Help others to learn
There are many ways that you can contribute to Kom and the community. Fortunately most of these require little more than an interest in Kom and helping other members of the community.
Partecipate in Mailing lists
There are community mailing lists you can join to discuss Kom. The lists are an excellent source for users and contributors interested in having technical discussions, answering questions, or resolving potential issues for newcomers.
Promote KOM
Help promote Kom by using your blog, Twitter, Facebook, or submitting an article to your favorite local magazine. If you are a member of a different open source community, why not mention Kom on their discussion forums or at conferences? If you love Kom, don't hold back — speak up! The more developers use Kom, the more bugs will be caught, the more features will be added, the more visible the project, and the more benefits the community will get.
Link to kom.kaeilos.com
The success of any open source project depends on the number of people who use the product and contribute back to the project. By linking to kom.kaeilos.com, you increase the chances of a new user or contributor finding out about the project and joining the community.
Contribute Code
File a bug report
Bug reports take little time to file and are very helpful to developers. This is one of the easiest contributions you can make. When you discover a problem with Kom, please report it. Our preference as a community is to have you first report the bug to the mailing list (coming soon) so that other community members can provide some first-level help and triage. Often times there may already be a solution or answer to your problem.
Help us triage existing bug reports
Kom gets a pretty steady stream of bug reports. While we do our best to validate each report as comes in, we can't possibly prevent every instance of duplicated bug reports, bugs that have been fixed without anybody noticing, and so on in our issue tracker. One way you can help us is by cruising through some of our issues in need of triage, reading the bug reports, and attempting to verify that the bug still exists in Kom. If you discover some additional information along the way that you think will be useful to the developers, annotate the issue and share what you've learned.
Write a test or reproduction script
A well-written bug report is invaluable to developers. A reproduction recipe script, however, is worth a hundred well-written reports. Nothing helps developers understand what you were doing when something went wrong better than being able to do exactly that something themselves and see the same results.
Submit a patch
The open-source adage "Patches welcome" may show up most frequently as a thread-killing retort to mailing list trolls, but at the heart of the statement are two quite genuine ideals: software code doesn't write itself, and projects generally really do want as many people as possible to help write that code. The Kom project is no different. We've accepted and applied countless patch contributions, and we hope to always have a constant stream of them.
Become a committer and commit code directly
Developers with a long history of submitting high-quality patches can gain direct commit rights. This is obviously beneficial to the developer community — where quality developers are concerned, "the more, the merrier"! But never underestimate how valuable this experience can be to you personally and professionally, too.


Exercise directions. When you write out the listing, keep every character and omit the pictures.

Records provided.
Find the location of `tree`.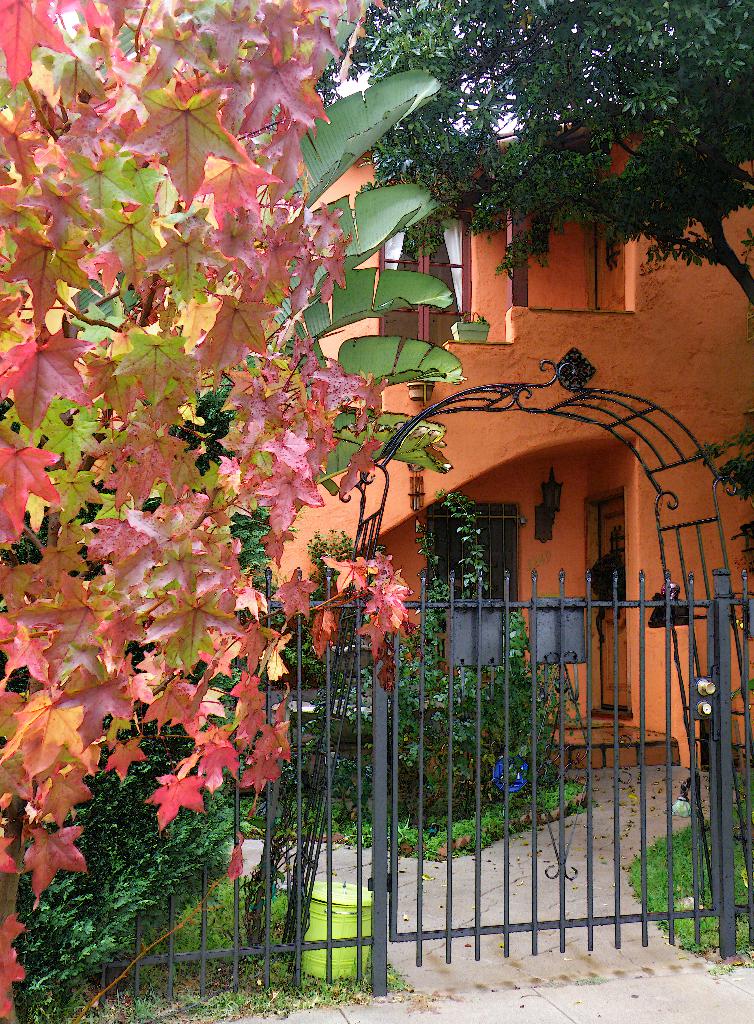
Location: box(0, 0, 429, 1023).
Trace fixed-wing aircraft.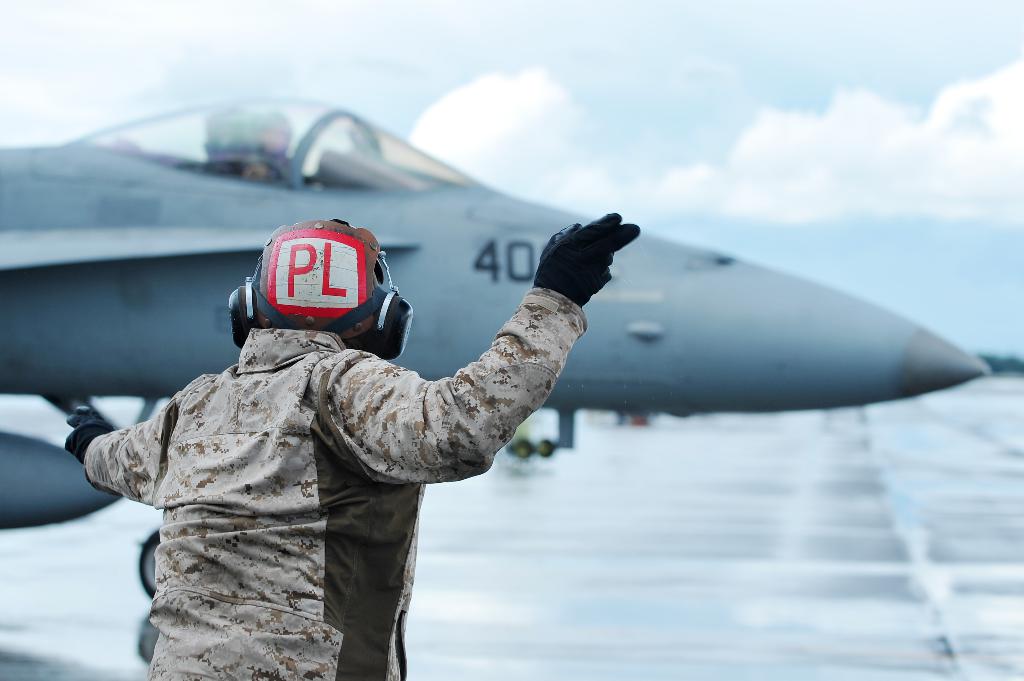
Traced to pyautogui.locateOnScreen(0, 92, 988, 522).
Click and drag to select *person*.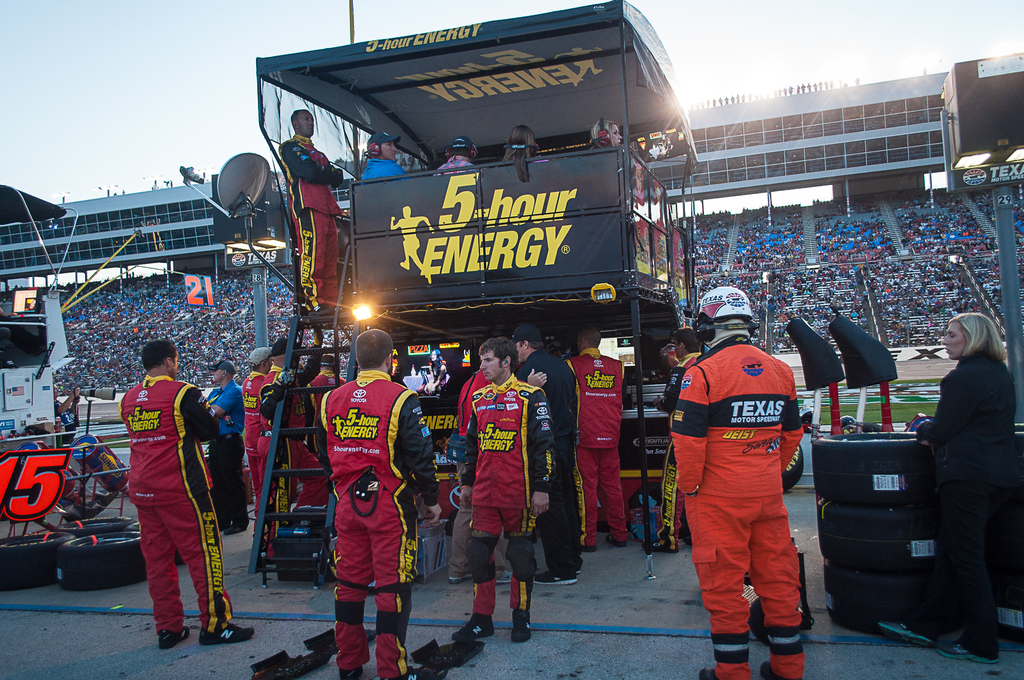
Selection: 312, 322, 444, 679.
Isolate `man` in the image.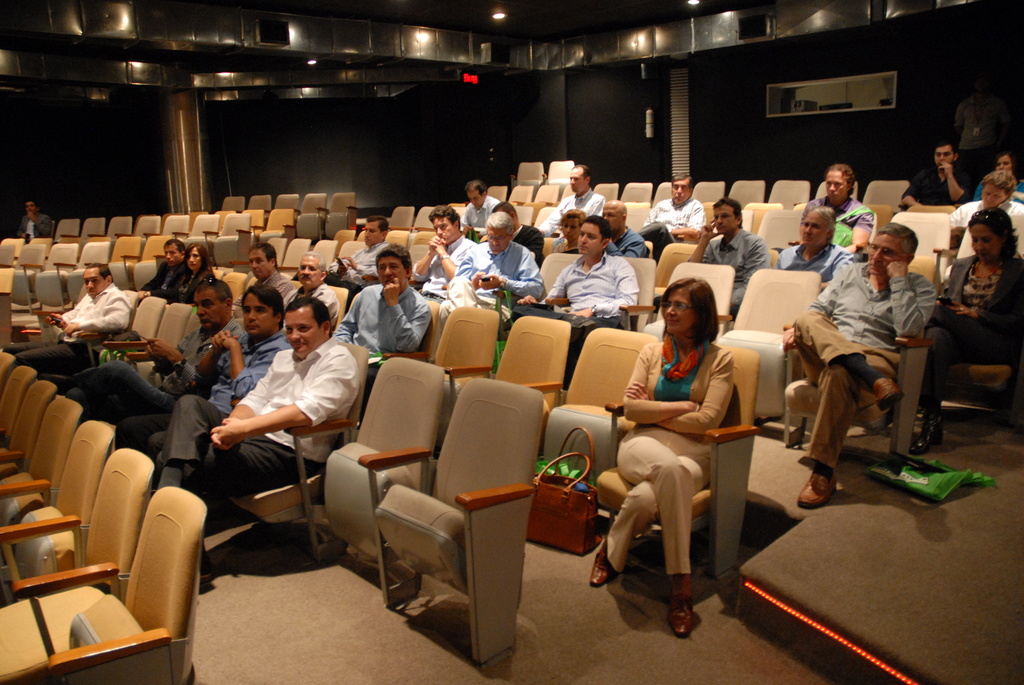
Isolated region: <box>409,205,477,301</box>.
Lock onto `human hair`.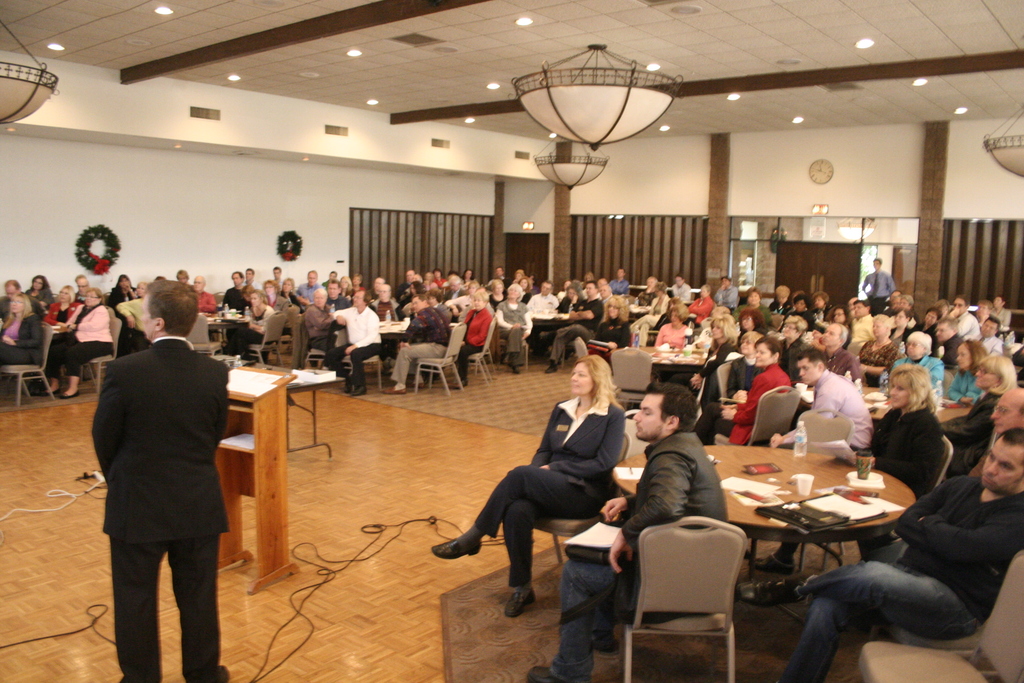
Locked: {"left": 230, "top": 272, "right": 244, "bottom": 281}.
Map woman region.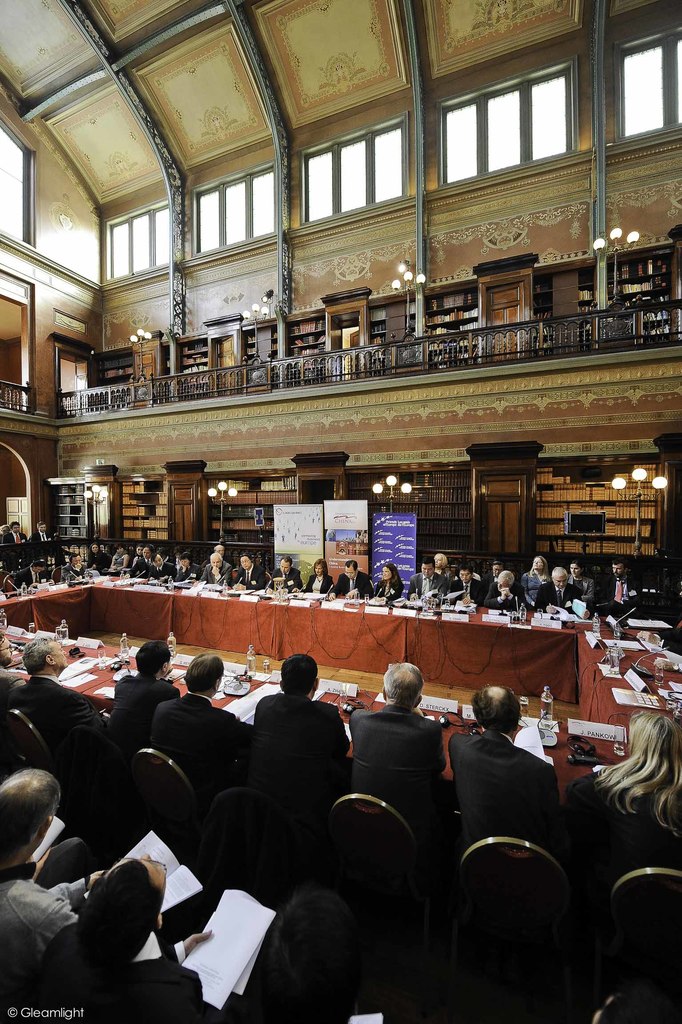
Mapped to [left=369, top=561, right=404, bottom=598].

Result of this exercise.
Find the location of `tree`.
Location: box(0, 0, 429, 1023).
Trace fixed-wing aircraft.
Traced to pyautogui.locateOnScreen(0, 92, 988, 522).
Click and drag to select *person*.
Selection: 312, 322, 444, 679.
Isolate `man` in the image.
Isolated region: <box>409,205,477,301</box>.
Lock onto `human hair`.
Locked: {"left": 230, "top": 272, "right": 244, "bottom": 281}.
Map woman region.
Mapped to [left=369, top=561, right=404, bottom=598].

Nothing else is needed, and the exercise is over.